Friday, January 4, 2019
The IBM Center's Weekly Roundup highlights articles and insights that we found interesting for the week ending January 4, 2019.

Michael J. Keegan

James Gfrerer confirmed to lead tech at VA. The Senate confirmed James Gfrerer to serve as assistant secretary of information and technology and CIO at the Department of Veterans Affairs by a voice vote on the last day of the 115th Congress. Gfrerer, who served in the Marine Corps for more than two decades, comes to government from the cybersecurity practice of Ernst and Young. He also has government cybersecurity experience, having been detailed from the Department of Defense to the Department of State to work on interagency efforts in cyber and counter terrorism.

Is RPA ready for prime time? After a year filled with robotic process automation pilots, agencies are focused on truly operationalizing in 2019. RPA is a technology used for automating digital tasks like data manipulation, data entry, email handling, data reconciliation, and even optical character recognition to extract data from documents. The General Services Administration is working on an internal playbook for developing robotic process automation bots within GSA and plans to begin work in 2019 to create a similar, more general, document for governmentwide use, according to GSA's RPA Program Director Ed Burrows.

Agile without the baggage.  Steve Kelman shares a compelling argument that agencies should skip the buzzwords and simply embrace the principles of better software development.

The Expertise Economy: How It Will Change the Way We Work. The world of work is going through a fundamental transition. In the age of digitization, automation, and acceleration, companies have a new imperative: to build workplaces in which employees are encouraged and given the opportunity to learn new skills as a regular part of their work lives. Workers of the future must be quick to evolve, constantly developing new skills. This is what Kelly Palmer and David Blake, two top officials at Degreed, argue in The Expertise Economy: How the Smartest Companies Use Learning to Engage, Compete, and Succeed.

Focusing on the Smaller Things. Federal News Network reports: “the administration spent the back-half of 2018 focusing on the smaller things. It prompted the Office of Personnel Management to practically remove itself from the process of securing direct hire authority for certain IT positions. It gave agencies more direct-hire authority in general and set up a process for developing a new special occupational pay and classification system. It made it easier for agencies to ensure their senior executives are performing at a high level.”

Less Will Be More. Federal News Network reports that in the coming year, “Margaret Weichert, deputy director for management at the Office of Management and Budget and acting Office of Personnel Management director, said the administration would focus on fewer workforce modernization initiatives that will have more impact across a wider group of people.”

Decision-Making Engines. NextGov reports: that easy-to-use data tools turn “data analytics platforms into decision-making engines,” and that  “Agency leaders who want to empower their workforce to use data for decision making should ensure their employees are able to use the tools being provided.”

Reskilling the Workforce. FedScoop reports: “The government’s efforts to reskill and retrain the federal workforce are expected to ramp up in 2019 as the White House’s embrace of emerging technologies like artificial intelligence and automation continues to take root.”

Next Week on The Business of Government Hour: Conversation with Josh Mandel, Treasure, State of Ohio. Join host Michael Keegan as he welcomes outgoing two-term Ohio Treasurer Josh Mandel to reflect on his public service career and his pursuit of innovative initiatives around financial transparency, leveraging technological advances such as cryto-currency and blockchain, and enhancing how his office does business. That's next week on The Business of Government Hour. 

Broadcast Schedule: The show airs Monday at 11 a.m., and Friday at 1 p.m. on Federal News Radio 1500AM WFED.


*What to do*
Your reply should be the following data, copied exactly.

*Supplied data*
▶

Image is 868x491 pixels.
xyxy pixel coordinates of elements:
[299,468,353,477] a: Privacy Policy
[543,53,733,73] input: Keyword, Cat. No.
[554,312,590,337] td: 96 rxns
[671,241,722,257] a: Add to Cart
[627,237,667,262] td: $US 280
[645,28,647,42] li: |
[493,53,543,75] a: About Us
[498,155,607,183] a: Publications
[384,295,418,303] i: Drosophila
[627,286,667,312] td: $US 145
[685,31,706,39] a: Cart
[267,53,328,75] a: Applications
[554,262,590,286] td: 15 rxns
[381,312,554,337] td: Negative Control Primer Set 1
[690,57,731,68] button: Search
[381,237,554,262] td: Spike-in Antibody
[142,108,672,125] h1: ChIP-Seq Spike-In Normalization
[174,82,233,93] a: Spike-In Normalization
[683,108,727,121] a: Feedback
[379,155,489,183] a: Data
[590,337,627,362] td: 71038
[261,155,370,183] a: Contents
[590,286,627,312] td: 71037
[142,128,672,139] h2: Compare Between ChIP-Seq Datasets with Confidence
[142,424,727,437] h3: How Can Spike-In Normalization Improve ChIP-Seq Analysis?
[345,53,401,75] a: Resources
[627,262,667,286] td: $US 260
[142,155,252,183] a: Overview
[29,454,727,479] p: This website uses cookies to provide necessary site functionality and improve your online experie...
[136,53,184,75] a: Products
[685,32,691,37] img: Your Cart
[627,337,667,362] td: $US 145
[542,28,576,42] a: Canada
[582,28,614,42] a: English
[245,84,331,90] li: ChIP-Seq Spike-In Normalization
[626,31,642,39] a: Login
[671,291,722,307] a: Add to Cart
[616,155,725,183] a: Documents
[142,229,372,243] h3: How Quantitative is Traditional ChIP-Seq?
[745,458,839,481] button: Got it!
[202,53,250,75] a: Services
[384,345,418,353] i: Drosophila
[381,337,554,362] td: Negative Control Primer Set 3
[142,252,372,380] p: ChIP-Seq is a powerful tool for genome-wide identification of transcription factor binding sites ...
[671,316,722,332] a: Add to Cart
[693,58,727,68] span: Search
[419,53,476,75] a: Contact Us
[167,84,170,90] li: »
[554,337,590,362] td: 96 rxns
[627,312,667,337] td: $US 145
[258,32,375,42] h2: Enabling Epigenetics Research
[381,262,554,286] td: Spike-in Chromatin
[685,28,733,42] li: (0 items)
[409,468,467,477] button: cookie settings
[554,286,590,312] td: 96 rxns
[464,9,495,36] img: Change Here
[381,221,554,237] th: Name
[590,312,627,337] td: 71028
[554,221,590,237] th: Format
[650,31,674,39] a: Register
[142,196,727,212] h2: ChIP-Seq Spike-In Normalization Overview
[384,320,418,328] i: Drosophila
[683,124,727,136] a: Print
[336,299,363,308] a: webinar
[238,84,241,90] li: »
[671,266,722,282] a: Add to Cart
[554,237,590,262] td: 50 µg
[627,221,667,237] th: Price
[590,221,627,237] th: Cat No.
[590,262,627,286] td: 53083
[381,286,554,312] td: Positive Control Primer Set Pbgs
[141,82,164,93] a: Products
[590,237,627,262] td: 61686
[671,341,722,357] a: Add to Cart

◀

*Answer section*
Image is 868x491 pixels.
xyxy pixel coordinates of elements:
[299,468,353,477] a: Privacy Policy
[543,53,733,73] input: Keyword, Cat. No.
[554,312,590,337] td: 96 rxns
[671,241,722,257] a: Add to Cart
[627,237,667,262] td: $US 280
[645,28,647,42] li: |
[493,53,543,75] a: About Us
[498,155,607,183] a: Publications
[384,295,418,303] i: Drosophila
[627,286,667,312] td: $US 145
[685,31,706,39] a: Cart
[267,53,328,75] a: Applications
[554,262,590,286] td: 15 rxns
[381,312,554,337] td: Negative Control Primer Set 1
[690,57,731,68] button: Search
[381,237,554,262] td: Spike-in Antibody
[142,108,672,125] h1: ChIP-Seq Spike-In Normalization
[174,82,233,93] a: Spike-In Normalization
[683,108,727,121] a: Feedback
[379,155,489,183] a: Data
[590,337,627,362] td: 71038
[261,155,370,183] a: Contents
[590,286,627,312] td: 71037
[142,128,672,139] h2: Compare Between ChIP-Seq Datasets with Confidence
[142,424,727,437] h3: How Can Spike-In Normalization Improve ChIP-Seq Analysis?
[345,53,401,75] a: Resources
[627,262,667,286] td: $US 260
[142,155,252,183] a: Overview
[29,454,727,479] p: This website uses cookies to provide necessary site functionality and improve your online experie...
[136,53,184,75] a: Products
[685,32,691,37] img: Your Cart
[627,337,667,362] td: $US 145
[542,28,576,42] a: Canada
[582,28,614,42] a: English
[245,84,331,90] li: ChIP-Seq Spike-In Normalization
[626,31,642,39] a: Login
[671,291,722,307] a: Add to Cart
[616,155,725,183] a: Documents
[142,229,372,243] h3: How Quantitative is Traditional ChIP-Seq?
[745,458,839,481] button: Got it!
[202,53,250,75] a: Services
[384,345,418,353] i: Drosophila
[381,337,554,362] td: Negative Control Primer Set 3
[142,252,372,380] p: ChIP-Seq is a powerful tool for genome-wide identification of transcription factor binding sites ...
[671,316,722,332] a: Add to Cart
[693,58,727,68] span: Search
[419,53,476,75] a: Contact Us
[167,84,170,90] li: »
[554,337,590,362] td: 96 rxns
[627,312,667,337] td: $US 145
[258,32,375,42] h2: Enabling Epigenetics Research
[381,262,554,286] td: Spike-in Chromatin
[685,28,733,42] li: (0 items)
[409,468,467,477] button: cookie settings
[554,286,590,312] td: 96 rxns
[464,9,495,36] img: Change Here
[381,221,554,237] th: Name
[590,312,627,337] td: 71028
[554,221,590,237] th: Format
[650,31,674,39] a: Register
[142,196,727,212] h2: ChIP-Seq Spike-In Normalization Overview
[384,320,418,328] i: Drosophila
[683,124,727,136] a: Print
[336,299,363,308] a: webinar
[238,84,241,90] li: »
[671,266,722,282] a: Add to Cart
[554,237,590,262] td: 50 µg
[627,221,667,237] th: Price
[590,221,627,237] th: Cat No.
[590,262,627,286] td: 53083
[381,286,554,312] td: Positive Control Primer Set Pbgs
[141,82,164,93] a: Products
[590,237,627,262] td: 61686
[671,341,722,357] a: Add to Cart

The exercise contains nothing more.